US hits Iran’s petrochemical industry with new sanctions

By bne IntelliNews June 7, 2019

The US has targeted Iran’s petrochemical industry with new sanctions announced by Treasury Secretary Steven Mnuchin on May 7.

There have been reports that the US is finding it more difficult to close loopholes in preventing lucrative exports by the Iranian petrochemical industry than it is when it comes to stopping shipments of crude oil from Iran, which since the start of last month it has been attempting to force to zero.

The new sanctions target entities including Iran’s biggest petrochemical holding group, Persian Gulf Petrochemical Industries Company (PGPIC), which the US Treasury Department says supports the Islamic Revolutionary Guard Corps (IRGC).

PGPIC has been added to the sanctions list for providing financial support to the economic arm of the IRGC. The Treasury also designated the holding group’s network of 39 subsidiary petrochemical companies and foreign-based sales agents. PGPIC and its subsidiaries account for 40% of Iran’s petrochemical production capacity. They are also responsible for 50% of Iran’s total petrochemical exports, the Treasury said.

“By targeting this network we intend to deny funding to key elements of Iran’s petrochemical sector that provide support to the IRGC,” Treasury Secretary Steven Mnuchin said in a statement.

The Treasury statement added that Iran’s oil ministry last year awarded the IRGC’s Khatam al-Anbiya, the IRGC’s economic and engineering arm, 10 projects in oil and petrochemical industries worth $22bn, four times the official budget of the IRGC.

The US in April made the unprecedented move of officially designating the IRGC as a foreign terrorist organisation (FTO). In response, Iran listed the US military’s CENTCOM, which covers operations in the Middle East, as terrorist.

The Trump administration is attempting to strangle the Iranian economy to the point that Tehran comes to the table to renegotiate its role and activities in the Middle East, and agrees tighter restrictions on its nuclear and ballistic missile development programme.

The UK, France, Germany, China and Russia—which like Iran are still signed up to the 2015 nuclear deal—oppose the US policy. However, this past week has seen Paris make calls for wider talks over Tehran’s nuclear and military ambitions. Tehran responded that it would not hold any discussions with the nuclear deal signatories beyond the 2015 pact which Donald Trump unilaterally pulled the US out of in May 2018.

“The Europeans have so far failed to fulfil their commitments under the deal and... to protect Iran’s interests after America’s illegal withdrawal,” Iranian foreign ministry spokesman Abbas Mousavi said in a June 7 statement, according to state TV.

The US sanctions regime applied to Iran amounts to an "economic war", Tehran says.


**Activity**
Copy out every line of the material below, character for character, apart from the pictures.

• • • • •

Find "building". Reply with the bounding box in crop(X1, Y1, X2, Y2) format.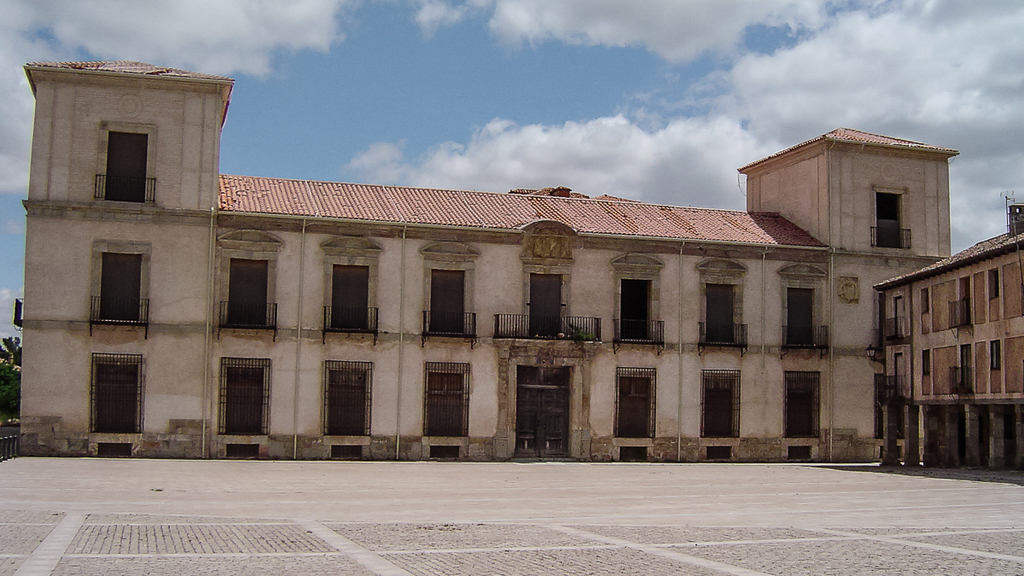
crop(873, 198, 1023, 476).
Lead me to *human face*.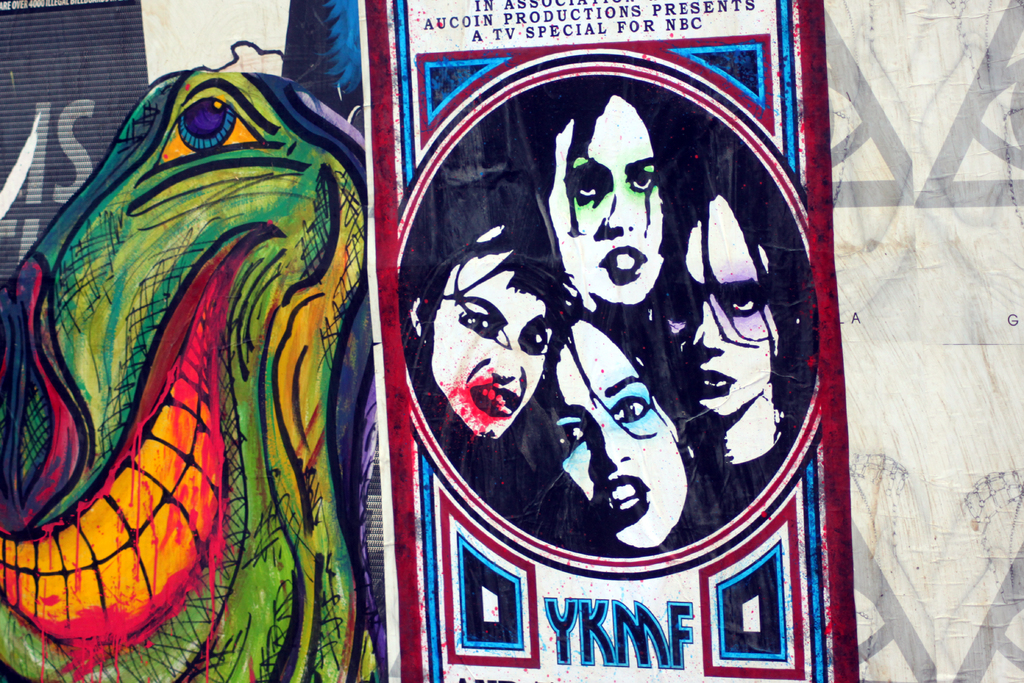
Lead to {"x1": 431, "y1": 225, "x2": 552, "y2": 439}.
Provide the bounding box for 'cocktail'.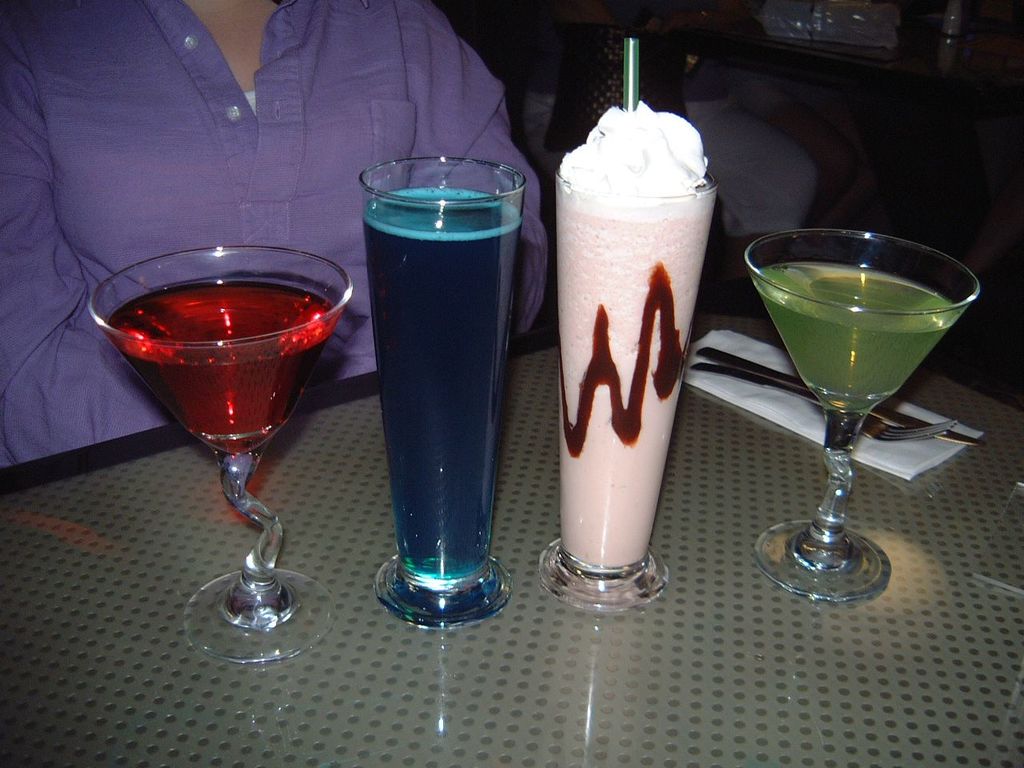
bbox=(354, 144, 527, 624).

• • • • •

**Answer space**
Find "building". Reply with the bounding box in crop(X1, Y1, X2, Y2) format.
crop(873, 198, 1023, 476).
Lead me to *human face*.
Lead to {"x1": 431, "y1": 225, "x2": 552, "y2": 439}.
Provide the bounding box for 'cocktail'.
bbox=(354, 144, 527, 624).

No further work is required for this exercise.